Popl is built around NFC tags and cards you buy for each person. CompanyCard does the same job in software — share by QR, link and wallet, free to start, with a matching email signature and video-call background in every seat.
No tags, cards or accessories to purchase per person and re-order when they're lost or when someone joins. Sharing is QR, link and wallet.
NFC only works when you can physically tap a phone. A QR code or link works across a room, in an email, on a slide — and the receiver installs nothing.
Beyond the card, CompanyCard bundles a matching email signature and a branded video-call background for every employee — no extra product to buy.
Popl is a well-known digital business card brand built around NFC hardware — tags, cards and phone accessories — with an app and team plans on top. It's a good product; the honest question is whether you want to buy and manage hardware at all. Here's where CompanyCard fits differently. Check Popl's own site for their current features and pricing, as they change.
Popl's signature experience is a physical tap: you buy an NFC tag or card, hold it to a phone, and a profile opens. CompanyCard skips the hardware entirely — you share a QR code or a link, and it opens in any phone's browser. There's nothing to purchase up front, nothing to ship to a new hire, and nothing to replace when it's misplaced.
An NFC tap depends on the other person's phone being unlocked, close, and NFC-ready. A CompanyCard reaches anyone: scan the QR from across a table, click the link in an email, or save it from a wallet pass — every phone can receive it with no app installed.
Popl focuses on the card and hardware. CompanyCard treats the card as one piece of your presence and adds a matching email signature and a video-call background for every seat, so you're on brand in the inbox and on Zoom too — see digital business cards for teams.
| What to check | Why it matters | CompanyCard's answer |
|---|---|---|
| Hardware required | NFC tags cost money and get lost | None — QR, link, wallet & signature |
| Receiver needs to tap | NFC needs a close, unlocked, NFC-ready phone | No — scan a QR or open a link from anywhere |
| Receiver needs an app | Friction kills saves at events | No app; one-tap vCard save in any browser |
| Free plan | Is the free card actually shareable? | Full card, QR & link, unlimited edits |
| Email signature | Every email quietly shares your card | Included, matched to the card, per seat |
| Video-call background | Your card works the room on Zoom/Meet | Branded background included per seat |
| New-hire cost | Buying a tag per person doesn't scale | Add a seat — no hardware to order or ship |
Comparison reflects CompanyCard's approach as of 2026. Popl's features and pricing change — check popl.co for current details.
Switching doesn't mean throwing anything away. Create your CompanyCard, then update your link where you control it — your email signature, LinkedIn and any printed QR codes. If you already own an NFC tag that lets you set a custom URL, point it at your CompanyCard link so a tap still works — while everyone else reaches you by QR or link with no tag at all.
For individuals, start with a free digital business card. For a company rollout, the team dashboard imports your directory and puts everyone on brand from day one — no box of hardware to unpack.
The best Popl alternative depends on whether you want hardware. CompanyCard is a software-only digital business card: you share by QR code, link, Apple or Google Wallet and email signature, so there is no NFC product to buy, ship or replace. The free plan is a full working card, and every seat also gets a matching email signature and a branded video-call background.
No. Popl is built around NFC tags and cards you purchase per person. CompanyCard needs no hardware at all — the person you share with scans a QR code or opens a link in any phone browser and saves your contact in one tap, with no app to install.
Yes. CompanyCard's free plan gives you a complete digital business card with a QR code and shareable link, unlimited edits and no credit card. You only upgrade when a team needs brand locking, admin controls and analytics.
Create your CompanyCard, then update your link wherever you use it — your email signature, LinkedIn and any printed QR codes. Because CompanyCard links never expire, it is a one-time switch; if you keep your Popl NFC tag, you can even point it at your CompanyCard link.
For a company-wide rollout, CompanyCard leans into software administration: locked brand templates, invite links, Google Workspace or CSV import, and per-employee email signatures and video backgrounds — all from one dashboard, with no hardware to buy for each new hire.
In most cases yes. If your NFC tag lets you set a custom URL, you can program it to open your CompanyCard link, so a tap opens your CompanyCard while everyone else still reaches you by QR code or link with no tag at all.
Make a card, share it with a colleague by QR and link, count the taps. No NFC tag, no credit card.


• Assignment: Among the entries below, find each line holding "Retailers" and return it.

· · · · ·

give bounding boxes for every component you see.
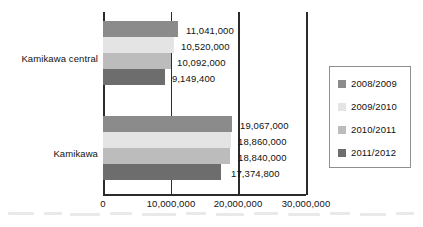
scan-artifact-strip	[0, 208, 423, 227]
legend-item-2011-2012[interactable]: 2011/2012	[338, 147, 396, 158]
legend-swatch-icon-2009-2010	[338, 103, 346, 111]
bar-kamikawa-central-2008-2009	[103, 21, 178, 37]
legend-swatch-icon-2011-2012	[338, 149, 346, 157]
bar-kamikawa-2009-2010	[103, 132, 231, 148]
x-tick-label-10m: 10,000,000	[136, 198, 206, 209]
value-label-kamikawa-central-2010-2011: 10,092,000	[177, 58, 226, 68]
bar-kamikawa-2010-2011	[103, 148, 230, 164]
category-label-kamikawa: Kamikawa	[0, 148, 98, 159]
value-label-kamikawa-2010-2011: 18,840,000	[238, 153, 287, 163]
value-label-kamikawa-2009-2010: 18,860,000	[238, 137, 287, 147]
legend-label-2011-2012: 2011/2012	[351, 148, 396, 158]
legend-swatch-icon-2008-2009	[338, 80, 346, 88]
value-label-kamikawa-central-2009-2010: 10,520,000	[181, 42, 230, 52]
category-label-kamikawa-central: Kamikawa central	[0, 53, 98, 64]
value-label-kamikawa-central-2011-2012: 9,149,400	[172, 74, 215, 84]
legend-item-2010-2011[interactable]: 2010/2011	[338, 124, 396, 135]
legend-label-2008-2009: 2008/2009	[351, 79, 397, 89]
legend-label-2010-2011: 2010/2011	[351, 125, 396, 135]
legend-label-2009-2010: 2009/2010	[351, 102, 397, 112]
legend-item-2008-2009[interactable]: 2008/2009	[338, 78, 397, 89]
x-axis-line	[103, 194, 306, 196]
value-label-kamikawa-2011-2012: 17,374,800	[231, 169, 280, 179]
legend-swatch-icon-2010-2011	[338, 126, 346, 134]
bar-kamikawa-central-2010-2011	[103, 53, 171, 69]
legend: 2008/2009 2009/2010 2010/2011 2011/2012	[329, 66, 411, 168]
gridline-30m	[306, 12, 308, 195]
value-label-kamikawa-2008-2009: 19,067,000	[240, 121, 289, 131]
bar-kamikawa-central-2011-2012	[103, 69, 165, 85]
x-tick-label-20m: 20,000,000	[203, 198, 273, 209]
legend-item-2009-2010[interactable]: 2009/2010	[338, 101, 397, 112]
x-tick-label-30m: 30,000,000	[271, 198, 341, 209]
bar-kamikawa-central-2009-2010	[103, 37, 174, 53]
x-tick-label-0: 0	[83, 198, 123, 209]
value-label-kamikawa-central-2008-2009: 11,041,000	[186, 26, 234, 36]
bar-kamikawa-2011-2012	[103, 164, 221, 180]
bar-kamikawa-2008-2009	[103, 116, 232, 132]
bar-chart: Kamikawa central Kamikawa 11,041,000 10,…	[0, 0, 423, 227]
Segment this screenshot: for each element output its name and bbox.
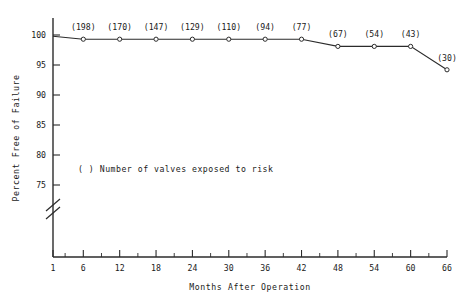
data-point-marker xyxy=(372,44,376,48)
data-point-marker xyxy=(445,68,449,72)
x-tick-label: 36 xyxy=(260,263,270,273)
x-tick-label: 54 xyxy=(369,263,379,273)
y-tick-label: 85 xyxy=(36,120,46,130)
y-tick-label: 95 xyxy=(36,60,46,70)
y-axis-title: Percent Free of Failure xyxy=(11,74,21,201)
data-point-group xyxy=(81,37,449,72)
data-point-marker xyxy=(118,37,122,41)
data-point-label: (67) xyxy=(328,29,348,39)
data-point-marker xyxy=(263,37,267,41)
data-point-label: (129) xyxy=(180,22,205,32)
x-tick-group: 1612182430364248546066 xyxy=(51,250,452,273)
data-point-label: (198) xyxy=(71,22,96,32)
x-tick-label: 66 xyxy=(442,263,452,273)
x-axis-title: Months After Operation xyxy=(189,282,311,292)
y-tick-label: 90 xyxy=(36,90,46,100)
data-point-label: (30) xyxy=(437,53,457,63)
x-tick-label: 24 xyxy=(187,263,197,273)
x-tick-label: 6 xyxy=(81,263,86,273)
chart-annotation-note: ( ) Number of valves exposed to risk xyxy=(78,164,273,174)
data-point-marker xyxy=(409,44,413,48)
data-point-label: (77) xyxy=(292,22,312,32)
y-tick-label: 75 xyxy=(36,180,46,190)
y-tick-group: 1009590858075 xyxy=(31,30,60,190)
point-label-group: (198)(170)(147)(129)(110)(94)(77)(67)(54… xyxy=(71,22,457,63)
x-tick-label: 1 xyxy=(51,263,56,273)
data-point-marker xyxy=(190,37,194,41)
data-point-marker xyxy=(336,44,340,48)
data-point-label: (147) xyxy=(144,22,169,32)
data-point-label: (110) xyxy=(216,22,241,32)
survival-chart: 1009590858075 1612182430364248546066 (19… xyxy=(0,0,463,299)
data-point-marker xyxy=(154,37,158,41)
y-tick-label: 80 xyxy=(36,150,46,160)
data-point-marker xyxy=(299,37,303,41)
chart-canvas: 1009590858075 1612182430364248546066 (19… xyxy=(0,0,463,299)
y-tick-label: 100 xyxy=(31,30,46,40)
x-tick-label: 12 xyxy=(115,263,125,273)
data-point-label: (43) xyxy=(401,29,421,39)
x-tick-label: 60 xyxy=(406,263,416,273)
data-point-label: (170) xyxy=(107,22,132,32)
x-tick-label: 48 xyxy=(333,263,343,273)
data-point-marker xyxy=(81,37,85,41)
x-tick-label: 42 xyxy=(297,263,307,273)
series-line-percent-free-of-failure xyxy=(53,36,447,70)
x-tick-label: 30 xyxy=(224,263,234,273)
data-point-marker xyxy=(227,37,231,41)
x-tick-label: 18 xyxy=(151,263,161,273)
data-point-label: (94) xyxy=(255,22,275,32)
data-point-label: (54) xyxy=(364,29,384,39)
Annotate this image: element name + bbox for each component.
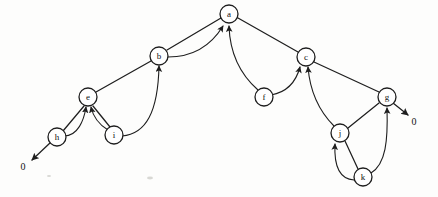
edge-k-to-g [371,108,387,173]
node-j[interactable]: j [331,124,349,142]
edge-c-to-g [314,62,379,92]
edge-j-to-k [345,141,358,169]
edge-k-to-j [335,144,354,180]
node-label-j: j [338,128,342,138]
node-c[interactable]: c [297,48,315,66]
edge-j-to-c [308,67,334,126]
edge-h-to-e [64,107,86,136]
null-pointer-label-null-left: 0 [21,161,26,172]
node-label-h: h [55,132,60,142]
edge-a-to-c [238,18,298,52]
node-label-a: a [227,9,231,19]
graph-canvas: abcefghijk 00 [0,0,438,197]
node-label-c: c [304,52,308,62]
edge-i-to-e [91,107,108,130]
edge-b-to-a [167,18,221,50]
edge-i-to-b [122,66,159,136]
graph-figure: abcefghijk 00 [0,0,438,197]
node-i[interactable]: i [105,126,123,144]
node-k[interactable]: k [354,168,372,186]
node-label-f: f [263,92,266,102]
edge-h-to-e [63,106,84,131]
node-f[interactable]: f [255,88,273,106]
edge-g-to-j [348,103,379,128]
null-pointer-label-null-right: 0 [412,116,417,127]
edge-e-to-b [96,61,151,92]
edge-f-to-a [229,26,258,90]
node-h[interactable]: h [48,128,66,146]
nodes-layer: abcefghijk [48,5,396,186]
node-a[interactable]: a [220,5,238,23]
edge-g-to-null-right [393,103,408,115]
edge-f-to-c [271,67,300,95]
node-label-b: b [157,51,162,61]
edge-h-to-null-left [32,142,51,160]
node-g[interactable]: g [378,88,396,106]
edge-b-to-a [168,26,223,57]
node-label-e: e [86,92,90,102]
edge-e-to-i [93,106,110,127]
node-label-k: k [361,172,366,182]
paper-speck [47,175,51,177]
node-e[interactable]: e [79,88,97,106]
node-label-g: g [385,92,390,102]
paper-speck [147,177,153,180]
node-b[interactable]: b [150,47,168,65]
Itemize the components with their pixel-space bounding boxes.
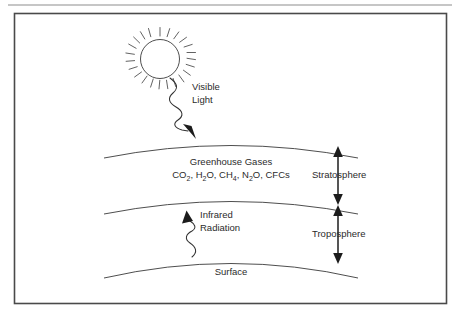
- infrared-label-line2: Radiation: [200, 222, 240, 233]
- formula-part-h2o: , H: [190, 169, 202, 180]
- troposphere-label: Troposphere: [312, 228, 366, 239]
- greenhouse-gases-label: Greenhouse Gases: [190, 156, 273, 167]
- greenhouse-effect-diagram: Greenhouse Gases CO2, H2O, CH4, N2O, CFC…: [0, 0, 462, 321]
- formula-part-n: , N: [237, 169, 249, 180]
- surface-label: Surface: [215, 266, 248, 277]
- greenhouse-gas-formula-label: CO2, H2O, CH4, N2O, CFCs: [172, 169, 290, 182]
- formula-part-co: CO: [172, 169, 186, 180]
- visible-light-label-line1: Visible: [192, 81, 220, 92]
- formula-part-tail: O, CFCs: [253, 169, 290, 180]
- visible-light-label-line2: Light: [192, 94, 213, 105]
- formula-part-ch: O, CH: [206, 169, 233, 180]
- infrared-label-line1: Infrared: [200, 209, 233, 220]
- stratosphere-label: Stratosphere: [312, 169, 366, 180]
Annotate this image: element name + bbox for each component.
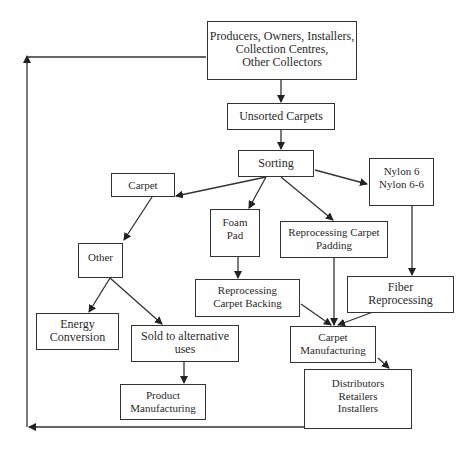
node-label: Retailers [338,390,377,403]
node-label: Foam [222,216,247,229]
edge-carpet-mfg-distributors [378,358,389,368]
edge-return-loop-vertical [27,57,206,427]
node-label: Reprocessing [368,294,433,307]
edge-carpet-other [124,197,152,240]
node-carpet: Carpet [111,173,175,197]
node-fiber-reprocessing: Fiber Reprocessing [347,276,454,313]
node-label: Manufacturing [300,344,365,357]
edge-sorting-carpet [176,177,266,196]
node-label: Carpet [128,179,157,192]
edge-sorting-nylon [315,170,367,184]
node-label: Nylon 6-6 [379,178,424,191]
edge-other-energy [89,278,110,312]
node-label: uses [175,343,196,356]
node-foam-pad: Foam Pad [210,209,260,257]
node-nylon: Nylon 6 Nylon 6-6 [369,158,434,206]
carpet-recycling-flowchart: Producers, Owners, Installers, Collectio… [0,0,475,451]
node-carpet-manufacturing: Carpet Manufacturing [290,326,376,363]
node-label: Reprocessing [218,284,277,297]
node-label: Sorting [258,157,293,170]
edge-sorting-reproc-padding [281,177,333,220]
edge-fiber-reproc-carpet-mfg [338,312,373,325]
node-sorting: Sorting [238,150,314,177]
node-label: Product [146,389,180,402]
node-distributors-retailers-installers: Distributors Retailers Installers [304,369,412,429]
node-label: Conversion [50,331,105,344]
node-producers: Producers, Owners, Installers, Collectio… [207,21,357,80]
node-label: Carpet [318,331,347,344]
node-other: Other [78,243,123,278]
node-label: Other [88,251,113,264]
node-reprocessing-carpet-backing: Reprocessing Carpet Backing [195,279,300,317]
edge-sorting-foam-pad [249,177,266,208]
node-product-manufacturing: Product Manufacturing [120,384,206,420]
node-label: Installers [338,402,378,415]
node-label: Other Collectors [242,56,322,69]
node-label: Manufacturing [130,402,195,415]
node-label: Nylon 6 [384,165,420,178]
node-unsorted-carpets: Unsorted Carpets [227,103,335,130]
node-reprocessing-carpet-padding: Reprocessing Carpet Padding [280,221,388,258]
node-energy-conversion: Energy Conversion [36,313,119,350]
node-label: Carpet Backing [213,297,282,310]
node-label: Distributors [332,377,385,390]
node-sold-to-alternative-uses: Sold to alternative uses [131,325,239,362]
edge-reproc-backing-carpet-mfg [301,304,331,325]
node-label: Unsorted Carpets [239,110,323,123]
node-label: Reprocessing Carpet [288,226,379,239]
node-label: Pad [227,229,244,242]
node-label: Padding [316,239,352,252]
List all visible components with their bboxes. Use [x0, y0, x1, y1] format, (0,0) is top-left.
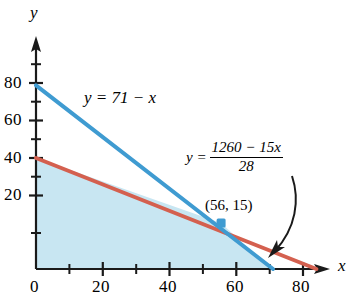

· · · · ·

• Result of the exercise:
node-label: Retailers [338,390,377,403]
node-distributors-retailers-installers: Distributors Retailers Installers [304,369,412,429]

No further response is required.